Sunday, September 30, 2018

Review: The Stolen Bicycle

The Stolen Bicycle The Stolen Bicycle by Wu Ming-Yi
My rating: 5 of 5 stars

So, this book was longlisted for the Man Booker prize, and there was some controversy since Man Booker first listed the author as Taiwanese, then switched to Chinese (under pressure from Beijing), which made the author protest on his facebook page. Anyway, the book didn't make the shortlist, and I can't help thinking the whole China/Taiwan drama may have had something to do with it.

Regardless, this was an excellent book, although this may be partly because I love Taiwan, and this book is thoroughly Taiwanese. It delves deep into certain aspects of Taiwanese history that I otherwise would know nothing about. In the process you also get a more Japanese perspective of certain events in WW2.

It's certainly not a clean, straightforward narrative, but it branches out into many avenues. I won't say it gets sidetracked, since the narrator is always in pursuit of the same thing (the bicycle), but in doing so a lot of ground is covered.

There's quite a bit of interesting symbolism (holding onto peoples' waists while riding a bicycle behind them, to then being the person in front with someone holding on behind. Also the parallels between the inanimate bicycle and the animate elephant, and I'm sure there are plenty more I've missed).

The postscript is beautiful. And thanks to it I found my favorite Jonathan Franzen quote: "Fiction meant taking up whatever the world had abandoned by the road and making something beautiful out of it."

A pet peeve though: The Chinese transliteration was really weird. Most of it was done using Wade-Giles (who does that anymore?), but some seemed haphazard (Ssu-Chuan for Sichuan/Szechuan)? I do wish I could read this in the original Chinese though, since I heard his prose is very poetic. I think some of this comes across in translation, but I'm sure a lot of it is lost.

If you're going to read one work of contemporary Taiwanese fiction, this should probably be it.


## WORK ITEM
Nothing in the records may be dropped. Retype them all exactly.

(Figure dataset records)
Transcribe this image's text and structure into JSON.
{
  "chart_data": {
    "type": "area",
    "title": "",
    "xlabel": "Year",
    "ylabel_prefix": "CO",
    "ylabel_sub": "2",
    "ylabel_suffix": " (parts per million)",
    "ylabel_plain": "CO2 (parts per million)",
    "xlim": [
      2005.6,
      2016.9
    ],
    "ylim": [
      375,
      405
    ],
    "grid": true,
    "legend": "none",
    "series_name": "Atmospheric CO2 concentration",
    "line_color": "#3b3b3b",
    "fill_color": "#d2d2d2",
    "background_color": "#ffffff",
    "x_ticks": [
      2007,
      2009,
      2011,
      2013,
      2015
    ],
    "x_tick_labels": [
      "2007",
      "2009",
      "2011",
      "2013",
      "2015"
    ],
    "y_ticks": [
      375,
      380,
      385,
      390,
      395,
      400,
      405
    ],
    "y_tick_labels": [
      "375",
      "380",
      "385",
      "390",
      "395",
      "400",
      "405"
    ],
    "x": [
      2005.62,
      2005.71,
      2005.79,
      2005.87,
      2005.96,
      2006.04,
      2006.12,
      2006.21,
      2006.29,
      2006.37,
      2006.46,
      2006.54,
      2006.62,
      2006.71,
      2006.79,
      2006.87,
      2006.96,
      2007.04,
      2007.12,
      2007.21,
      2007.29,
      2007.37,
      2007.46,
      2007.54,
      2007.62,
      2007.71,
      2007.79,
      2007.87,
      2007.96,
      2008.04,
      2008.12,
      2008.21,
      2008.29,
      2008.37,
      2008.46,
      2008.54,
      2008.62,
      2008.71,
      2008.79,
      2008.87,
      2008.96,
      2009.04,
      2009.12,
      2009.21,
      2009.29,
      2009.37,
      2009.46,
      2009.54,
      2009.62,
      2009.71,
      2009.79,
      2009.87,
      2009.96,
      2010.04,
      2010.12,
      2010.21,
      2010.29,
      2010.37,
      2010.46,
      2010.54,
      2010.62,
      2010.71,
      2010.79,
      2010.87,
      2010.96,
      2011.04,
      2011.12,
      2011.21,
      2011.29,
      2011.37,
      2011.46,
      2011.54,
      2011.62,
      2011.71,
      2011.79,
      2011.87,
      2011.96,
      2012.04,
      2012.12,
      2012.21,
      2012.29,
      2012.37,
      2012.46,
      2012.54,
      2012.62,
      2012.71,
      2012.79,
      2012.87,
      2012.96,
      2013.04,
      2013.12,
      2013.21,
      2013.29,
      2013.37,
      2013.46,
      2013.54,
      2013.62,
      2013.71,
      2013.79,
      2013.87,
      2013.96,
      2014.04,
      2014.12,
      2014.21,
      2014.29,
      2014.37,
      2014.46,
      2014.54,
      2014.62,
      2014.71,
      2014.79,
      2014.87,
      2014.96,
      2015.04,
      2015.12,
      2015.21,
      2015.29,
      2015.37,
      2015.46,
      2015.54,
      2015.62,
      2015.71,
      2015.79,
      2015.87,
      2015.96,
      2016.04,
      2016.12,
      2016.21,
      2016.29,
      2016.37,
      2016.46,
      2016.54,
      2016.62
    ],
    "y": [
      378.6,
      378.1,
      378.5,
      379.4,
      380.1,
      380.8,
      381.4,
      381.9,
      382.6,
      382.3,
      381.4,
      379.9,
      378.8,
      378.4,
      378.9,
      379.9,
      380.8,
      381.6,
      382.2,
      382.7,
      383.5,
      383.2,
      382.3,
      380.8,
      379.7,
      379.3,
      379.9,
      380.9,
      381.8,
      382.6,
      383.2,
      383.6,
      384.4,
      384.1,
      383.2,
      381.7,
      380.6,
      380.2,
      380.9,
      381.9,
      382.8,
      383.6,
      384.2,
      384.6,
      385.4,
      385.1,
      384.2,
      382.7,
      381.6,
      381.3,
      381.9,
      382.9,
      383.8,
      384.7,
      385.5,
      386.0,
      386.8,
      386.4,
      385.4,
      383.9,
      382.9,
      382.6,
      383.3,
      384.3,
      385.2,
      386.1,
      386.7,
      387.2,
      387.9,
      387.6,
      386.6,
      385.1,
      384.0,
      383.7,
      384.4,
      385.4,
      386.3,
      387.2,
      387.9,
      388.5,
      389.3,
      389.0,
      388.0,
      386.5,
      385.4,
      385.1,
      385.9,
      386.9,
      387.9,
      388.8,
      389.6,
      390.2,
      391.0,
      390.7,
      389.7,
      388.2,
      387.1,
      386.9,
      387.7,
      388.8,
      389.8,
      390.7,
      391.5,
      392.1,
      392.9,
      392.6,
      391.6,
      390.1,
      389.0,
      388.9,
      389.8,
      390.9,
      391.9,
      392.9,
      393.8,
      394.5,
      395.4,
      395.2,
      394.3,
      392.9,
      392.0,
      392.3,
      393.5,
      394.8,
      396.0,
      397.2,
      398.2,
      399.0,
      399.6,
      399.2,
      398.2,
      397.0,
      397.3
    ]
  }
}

## SOLUTION TO THE EXERCISE
Transcribe this image's text and structure into JSON.
{
  "chart_data": {
    "type": "area",
    "title": "",
    "xlabel": "Year",
    "ylabel_prefix": "CO",
    "ylabel_sub": "2",
    "ylabel_suffix": " (parts per million)",
    "ylabel_plain": "CO2 (parts per million)",
    "xlim": [
      2005.6,
      2016.9
    ],
    "ylim": [
      375,
      405
    ],
    "grid": true,
    "legend": "none",
    "series_name": "Atmospheric CO2 concentration",
    "line_color": "#3b3b3b",
    "fill_color": "#d2d2d2",
    "background_color": "#ffffff",
    "x_ticks": [
      2007,
      2009,
      2011,
      2013,
      2015
    ],
    "x_tick_labels": [
      "2007",
      "2009",
      "2011",
      "2013",
      "2015"
    ],
    "y_ticks": [
      375,
      380,
      385,
      390,
      395,
      400,
      405
    ],
    "y_tick_labels": [
      "375",
      "380",
      "385",
      "390",
      "395",
      "400",
      "405"
    ],
    "x": [
      2005.62,
      2005.71,
      2005.79,
      2005.87,
      2005.96,
      2006.04,
      2006.12,
      2006.21,
      2006.29,
      2006.37,
      2006.46,
      2006.54,
      2006.62,
      2006.71,
      2006.79,
      2006.87,
      2006.96,
      2007.04,
      2007.12,
      2007.21,
      2007.29,
      2007.37,
      2007.46,
      2007.54,
      2007.62,
      2007.71,
      2007.79,
      2007.87,
      2007.96,
      2008.04,
      2008.12,
      2008.21,
      2008.29,
      2008.37,
      2008.46,
      2008.54,
      2008.62,
      2008.71,
      2008.79,
      2008.87,
      2008.96,
      2009.04,
      2009.12,
      2009.21,
      2009.29,
      2009.37,
      2009.46,
      2009.54,
      2009.62,
      2009.71,
      2009.79,
      2009.87,
      2009.96,
      2010.04,
      2010.12,
      2010.21,
      2010.29,
      2010.37,
      2010.46,
      2010.54,
      2010.62,
      2010.71,
      2010.79,
      2010.87,
      2010.96,
      2011.04,
      2011.12,
      2011.21,
      2011.29,
      2011.37,
      2011.46,
      2011.54,
      2011.62,
      2011.71,
      2011.79,
      2011.87,
      2011.96,
      2012.04,
      2012.12,
      2012.21,
      2012.29,
      2012.37,
      2012.46,
      2012.54,
      2012.62,
      2012.71,
      2012.79,
      2012.87,
      2012.96,
      2013.04,
      2013.12,
      2013.21,
      2013.29,
      2013.37,
      2013.46,
      2013.54,
      2013.62,
      2013.71,
      2013.79,
      2013.87,
      2013.96,
      2014.04,
      2014.12,
      2014.21,
      2014.29,
      2014.37,
      2014.46,
      2014.54,
      2014.62,
      2014.71,
      2014.79,
      2014.87,
      2014.96,
      2015.04,
      2015.12,
      2015.21,
      2015.29,
      2015.37,
      2015.46,
      2015.54,
      2015.62,
      2015.71,
      2015.79,
      2015.87,
      2015.96,
      2016.04,
      2016.12,
      2016.21,
      2016.29,
      2016.37,
      2016.46,
      2016.54,
      2016.62
    ],
    "y": [
      378.6,
      378.1,
      378.5,
      379.4,
      380.1,
      380.8,
      381.4,
      381.9,
      382.6,
      382.3,
      381.4,
      379.9,
      378.8,
      378.4,
      378.9,
      379.9,
      380.8,
      381.6,
      382.2,
      382.7,
      383.5,
      383.2,
      382.3,
      380.8,
      379.7,
      379.3,
      379.9,
      380.9,
      381.8,
      382.6,
      383.2,
      383.6,
      384.4,
      384.1,
      383.2,
      381.7,
      380.6,
      380.2,
      380.9,
      381.9,
      382.8,
      383.6,
      384.2,
      384.6,
      385.4,
      385.1,
      384.2,
      382.7,
      381.6,
      381.3,
      381.9,
      382.9,
      383.8,
      384.7,
      385.5,
      386.0,
      386.8,
      386.4,
      385.4,
      383.9,
      382.9,
      382.6,
      383.3,
      384.3,
      385.2,
      386.1,
      386.7,
      387.2,
      387.9,
      387.6,
      386.6,
      385.1,
      384.0,
      383.7,
      384.4,
      385.4,
      386.3,
      387.2,
      387.9,
      388.5,
      389.3,
      389.0,
      388.0,
      386.5,
      385.4,
      385.1,
      385.9,
      386.9,
      387.9,
      388.8,
      389.6,
      390.2,
      391.0,
      390.7,
      389.7,
      388.2,
      387.1,
      386.9,
      387.7,
      388.8,
      389.8,
      390.7,
      391.5,
      392.1,
      392.9,
      392.6,
      391.6,
      390.1,
      389.0,
      388.9,
      389.8,
      390.9,
      391.9,
      392.9,
      393.8,
      394.5,
      395.4,
      395.2,
      394.3,
      392.9,
      392.0,
      392.3,
      393.5,
      394.8,
      396.0,
      397.2,
      398.2,
      399.0,
      399.6,
      399.2,
      398.2,
      397.0,
      397.3
    ]
  }
}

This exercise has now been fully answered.